6th Art for Peace Festival Invitation
Cinema
Creating art is a way to reimagine the future, to build bridges and foster understanding, to develop empathy, to make friends, to express feelings, to build self-confidence, to learn how to be flexible and open-minded, to be exposed to different ideas and learn to listen to the views of others, to work collaboratively. These are all attributes that can help to promote peace.
The power of the arts to promote peace lies in their emotive nature; the arts can help people feel the pathos and waste of war and help to instill a desire and commitment to end war and work for peace. All of the arts have a contribution to make - music, drama, literature, poetry, dance, film - and the visual arts, such as paintings, prints, posters, sculptures, and photography.
Picasso's first Dove of Peace, chosen as the emblem for the First International Peace Conference in Paris in 1949, was a traditional, realistic picture of a pigeon which had been given to him by his great friend and rival, the French artist Henri Matisse.

Picasso later developed this image into a simple, graphic line drawing that is one of the world's most recognizable symbols of peace. He also named his fourth child 'Paloma', the Spanish word for 'dove'.

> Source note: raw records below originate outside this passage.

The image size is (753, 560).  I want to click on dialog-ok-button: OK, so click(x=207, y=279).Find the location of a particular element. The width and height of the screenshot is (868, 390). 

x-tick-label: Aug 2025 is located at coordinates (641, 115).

Historically art has been dominated by society’s rulers, whose patronage supported artistic creation which glorified war. We are all familiar with ‘heroic’ battle scenes with kings on horseback and patriotic images of noble soldiers. One of the first artists to break with that tradition was Jacques Callot, who produced two series of etchings on ‘The Miseries of War’ depicting the horrors of the Thirty Years War which devastated central Europe in the 17th
century.
Two hundred years later Francisco Goya responded to the Napoleonic Wars in Spain (1808-1814) with his series of etchings, “The Disasters of War” showing the maiming and killing of Spanish peasants who had risen up against the occupying French army. Goya was influenced in his work by Callot, and in turn Goya’s work influenced many later artists, including Picasso. Goya’s anti-war prints were banned for thirty years after his death.

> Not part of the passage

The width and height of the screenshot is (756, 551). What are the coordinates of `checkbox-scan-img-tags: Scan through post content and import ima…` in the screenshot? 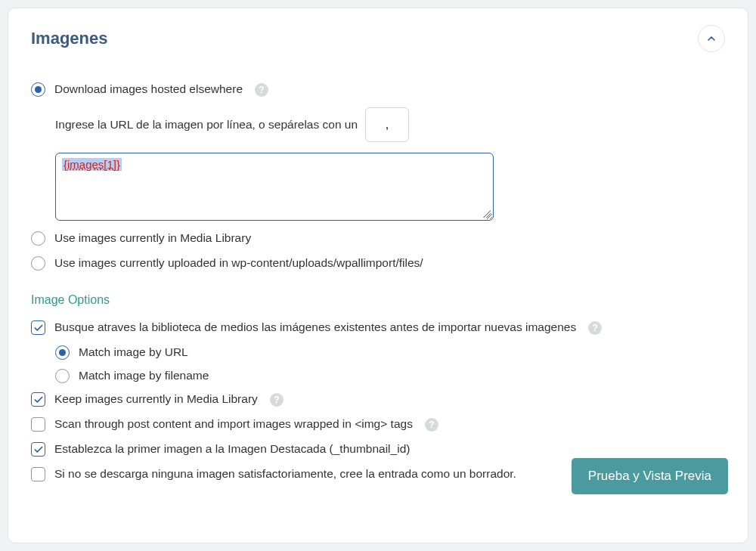 It's located at (378, 425).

For another one hundred years, until the First World War, there was little or no anti-war art. The First World War generated a plethora of anti-war reactions in the visual arts as well as other arts such as literature and poetry. Artists, writers and poets conscripted into the war powerfully and graphically captured the senseless slaughter which took the lives of millions.
6th Art for Peace Festival Opening
Photo By Marziye Hakim
Photo By Morva Bagherian
The graphic section of the Art for Peace Festival, whom Mr. Iraj Mirza Ali Khani one of the leading graphic designers in Iran is the secretariat of its sixth edition, is the only competitive part of the festival, and medal will be awarded to the selected graphic designer as past years. Same as Shiva’s medal of peace have been awarded to the selected poster, in last two years in the graphic section, Farshid Mesghali’s medal of peace will be awarded to the selected poster in the sixth edition of festival. The medal will be awarded to the selected designer who will be chosen by Farshid Mesghali the Master, in the closing ceremony in Mellat Gallery.
The graphic section of the sixth Art for Peace Festival consists 44 graphic posters on Peace, Coexistence, Avoiding Violence and War, Cancer, and Environment issues and graphic designers from France, the United States, Switzerland, Russia, the Czech Republic, Poland, Mexico, Peru, Spain, Japan, China, North Korea, South Korea, Turkey, Greece and 10 Iranian artists Iran have been featured.
Fars hid Mesghali’s medal award to selected poster of the sixth art for peace festival
According to the Public Relations of the sixth art for peace festival, Farshid Mesghali’s medal will be awarded to the selected poster in closing ceremony.  
We invite you and your companions to attend the closing ceremony of the 6th International Art for Peace Festival and the awarding medal of peace of 2018.